Charles Babbage, who was born on 26th December 17911, is famous as a pioneer in the history of the computer, a fame that is to some extent exaggerated as his work, although spectacular (his analytical engine was a full von Neumann machine more than a century before von Neumann became famous for defining the same), had no real influence on the later actual development of the computer, the later inventors only becoming aware of Babbage’s work after the fact.
However Babbage is significant in the history of science and technology not only for his calculating engines. He was for a number of years the holder of the Lucasian Chair for mathematics at Cambridge, whose current holder is Michael Green the string theorist and whose previous occupants include Stephan Hawking the cosmologist, the physicists Paul Dirac and Gabriel Stokes, the astronomer and optical physicist George Biddell Airy (a friend of Babbage), its original occupant Isaac Barrow and his successor Isaac Newton. Babbage was also instrumental in the founding of a number of scientific societies most notably the Royal Astronomical Society and the British Society for the Advancement of Science.

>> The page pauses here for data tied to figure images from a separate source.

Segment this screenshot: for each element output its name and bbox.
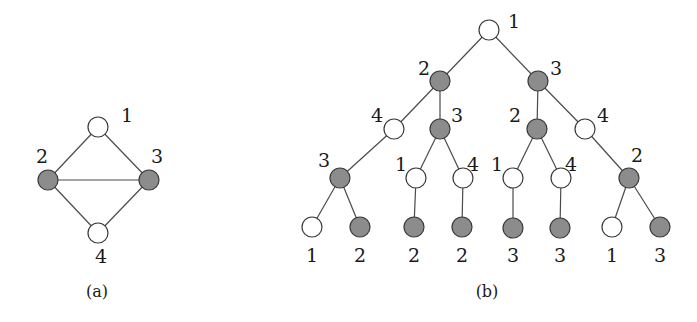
tree-b-node-label: 4 [565,153,577,175]
graph-a-edges [48,127,149,233]
tree-b-node-label: 3 [451,104,463,126]
tree-b-node-label: 1 [606,244,618,266]
tree-b-node-LRL [406,168,426,188]
tree-b: 123432431414212223313 (b) [302,10,670,301]
tree-b-nodes: 123432431414212223313 [302,10,670,266]
tree-b-node-label: 2 [456,244,468,266]
tree-b-node-l5 [503,218,523,238]
diagram-canvas: 1234 (a) 123432431414212223313 (b) [0,0,697,322]
tree-b-node-label: 3 [554,244,566,266]
graph-a: 1234 (a) [36,104,163,301]
tree-b-node-label: 2 [631,144,643,166]
tree-b-node-label: 1 [306,244,318,266]
graph-a-edge [98,180,149,233]
tree-b-node-RL [527,119,547,139]
tree-b-node-l6 [550,218,570,238]
tree-b-edges [312,30,660,228]
tree-b-node-LL [384,119,404,139]
tree-b-edge [340,129,394,178]
tree-b-node-RRR [619,168,639,188]
caption-b: (b) [476,282,499,301]
graph-a-node-label: 3 [151,145,163,167]
graph-a-nodes: 1234 [36,104,163,267]
graph-a-edge [48,180,98,233]
graph-a-node-label: 2 [36,145,48,167]
tree-b-node-label: 2 [509,104,521,126]
tree-b-node-label: 2 [354,244,366,266]
tree-b-node-label: 4 [371,104,383,126]
tree-b-node-label: 2 [418,57,430,79]
graph-a-edge [98,127,149,180]
caption-a: (a) [86,282,108,301]
tree-b-node-l2 [350,217,370,237]
tree-b-node-R [528,71,548,91]
tree-b-node-label: 4 [467,153,479,175]
tree-b-node-l8 [650,217,670,237]
tree-b-node-label: 1 [508,10,520,32]
tree-b-node-LR [430,119,450,139]
graph-a-node-label: 4 [95,245,107,267]
graph-a-edge [48,127,98,180]
tree-b-node-LLL [330,168,350,188]
tree-b-node-RLL [503,168,523,188]
graph-a-node-a1 [88,117,108,137]
tree-b-node-RR [575,119,595,139]
tree-b-node-label: 1 [395,153,407,175]
tree-b-node-label: 3 [550,57,562,79]
graph-a-node-a3 [139,170,159,190]
tree-b-node-label: 3 [507,244,519,266]
tree-b-node-label: 4 [597,104,609,126]
tree-b-edge [489,30,538,81]
graph-a-node-a2 [38,170,58,190]
tree-b-node-label: 1 [491,153,503,175]
tree-b-node-label: 2 [408,244,420,266]
graph-a-node-a4 [88,223,108,243]
tree-b-node-r [479,20,499,40]
graph-a-node-label: 1 [121,104,133,126]
tree-b-node-l4 [452,217,472,237]
tree-b-node-l3 [404,217,424,237]
tree-b-node-L [430,71,450,91]
tree-b-node-l7 [602,217,622,237]
tree-b-node-label: 3 [318,149,330,171]
tree-b-node-l1 [302,217,322,237]
tree-b-node-label: 3 [654,244,666,266]
tree-b-edge [440,30,489,81]
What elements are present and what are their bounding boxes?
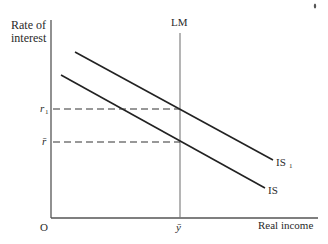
is-lm-diagram: Rate of interest LM r 1 r̄ IS 1 IS O ȳ R… [0,0,328,244]
lm-label: LM [171,16,188,28]
is1-subscript: 1 [289,162,293,170]
is-label: IS [268,184,278,196]
is-curve [61,75,265,188]
is1-label: IS [276,156,286,168]
rbar-label: r̄ [42,135,47,147]
r1-subscript: 1 [45,108,49,116]
print-speck [314,4,316,9]
is1-curve [75,52,273,160]
y-axis-label-line1: Rate of [11,18,46,32]
x-axis-label: Real income [258,219,313,231]
origin-label: O [40,221,48,233]
ybar-label: ȳ [175,221,182,233]
y-axis-label-line2: interest [11,31,47,45]
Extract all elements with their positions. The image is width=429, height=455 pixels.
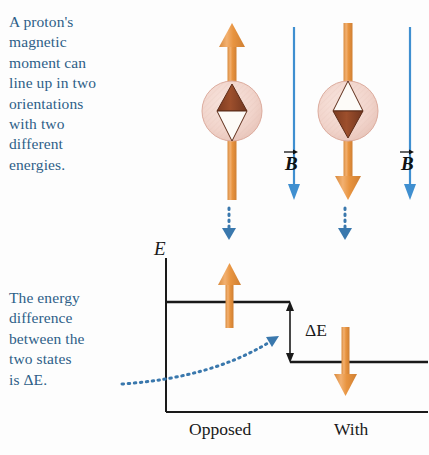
delta-energy-label: ΔE [305,320,327,341]
field-symbol: B [284,153,298,174]
magnetic-field-label-left: B [283,148,299,177]
field-symbol: B [400,153,414,174]
top-annotation-text: A proton's magnetic moment can line up i… [9,12,159,175]
category-label-opposed: Opposed [189,419,251,440]
energy-diagram-axes [166,258,428,412]
energy-axis-label: E [154,238,166,260]
category-label-with: With [334,419,368,440]
opposed-proton-group [202,23,262,200]
vector-arrow-icon: B [283,148,299,172]
magnetic-field-label-right: B [399,148,415,177]
bottom-annotation-text: The energy difference between the two st… [9,288,159,390]
delta-energy-arrow [286,301,294,363]
level-moment-arrow-opposed [218,263,241,328]
connector-arrow-left [222,208,236,240]
with-proton-group [318,23,378,200]
connector-arrow-right [338,208,352,240]
vector-arrow-icon: B [399,148,415,172]
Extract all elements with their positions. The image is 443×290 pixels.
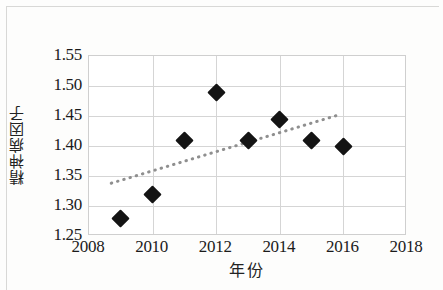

As well as working on his calculating engines he worked as a scientific advisor to governments and rulers throughout Europe and distinguished himself as an inventor. One Internet site has the following list of his inventions, “the dynamometer, standard railroad gauge, uniform postal rates, occulting lights for lighthouses, Greenwich time signals, heliograph ophthalmoscope. He also had an interest in cyphers and lock-picking.” For me the most fascinating fact is that he also invented that essential stage prop of Hollywood westerns the cowcatcher! This was actually conceived to push aside small obstacles on the tracks and not cows!
Over the years Babbage has gained a reputation as an English eccentric based largely on his own autobiography Passages from the Life of a Philosopher (1864) and in particular for the often-quoted chapter XXVI therein Street nuisances, which he even published as a separate pamphlet. Here Babbage complains bitterly about the noise pollution produced by street musicians and street criers, to quote just one such passage:
It is difficult to estimate the misery inflicted upon thousands of persons and the absolute pecuniary penalty imposed upon multitudes of intellectual workers by the loss of their time, destroyed by organ-grinders and other similar nuisances.
He is here complaining the he and others like him are unable to work because of the noise produced by street musicians. Such passages and others like them from this chapter are quoted as evidence that Babbage was at best an eccentric and at worst a loony. I beg to differ.
Another noted British eccentric of more recent vintage was the Scottish poet, musician, storyteller and educationalist Ivor Cutler whose quirky humour and fascinating ditties enriched my childhood and my youth. I still own and love his wonderful LP Ludo. Cutler was much loved by John Peel and played a role in the Beatles Magical Mystery Tour film. He is said to be probably the only artist to have loyal audiences on BBC Radios 1, 2, 3 and 4. Cutler was notorious for his many eccentricities and in particular for his passionate support of the Noise Abatement Society. He would ask to see the manager in cafes and bars with background music and complain that the sound was hurting his sensitive ears. He always won and got the offending sound system turned off. In supermarkets with music systems he would also summon the manager and complain that he was unable to think about what he wished to purchase because of the intruding noise of the background music.
Robert Fripp legendary guitarist of King Crimson is another Englishman who has been labelled an eccentric. A man whose scorching lead solos have graced no only his own music but also such classics as Bowie’s Heroes or the new Grinderman single defies the etiquette for rock lead guitarists and plays sitting down. In a business whose public image in defined by the catchphrase “sex and drugs and rock and roll” Fripp is an abstinent intellectual who read the Financial Times and pontificates on the morals of the music business. Fripp writes a very entertaining Internet road diary and here he comments sarcastically on the Noise Pollution Units (music systems) at the breakfast troughs in the hotels where he stays whilst underway. He has taken to carrying his so-called noisebusters, an ipod loaded with suitable classical music of his own choosing.
I too have a local reputation as an English eccentric, an aging English hippie living in Franconia who is accompanied everywhere by a large shaggy mongrel dog. I too like my fellow British eccentrics intensely dislike being barraged by other people’s choice of music in bars, cafes, restaurants, shops, on the streets and even today in medical practices. I love music and even call myself a music junkie. I spent a large part of my life earning my living as a concert promoter, concert manager and live concert sound technician. I have an obscenely large record collection (an expression that dates me especially considering the fact that the majority of the music I own is now actually on CD). My favourite occupation is listening to music both live and recorded but I want to listen to the music of my choice in a space conceived for intensive listening. I do not want to be forced to listen to somebody else’s choice of music when I’m drinking a coffee, buying my groceries, having dental surgery (I once got very dirty looks in a dental clinic when I requested that they turn off the aural pollution) or just simply strolling down the street.
Today, Green politicians are very active about environmental pollution and astronomers about light pollution I think more people should take an active stand with Charlie, Ivor Robert and me on noise pollution!
1) This should have been posted yesterday but real life intervened.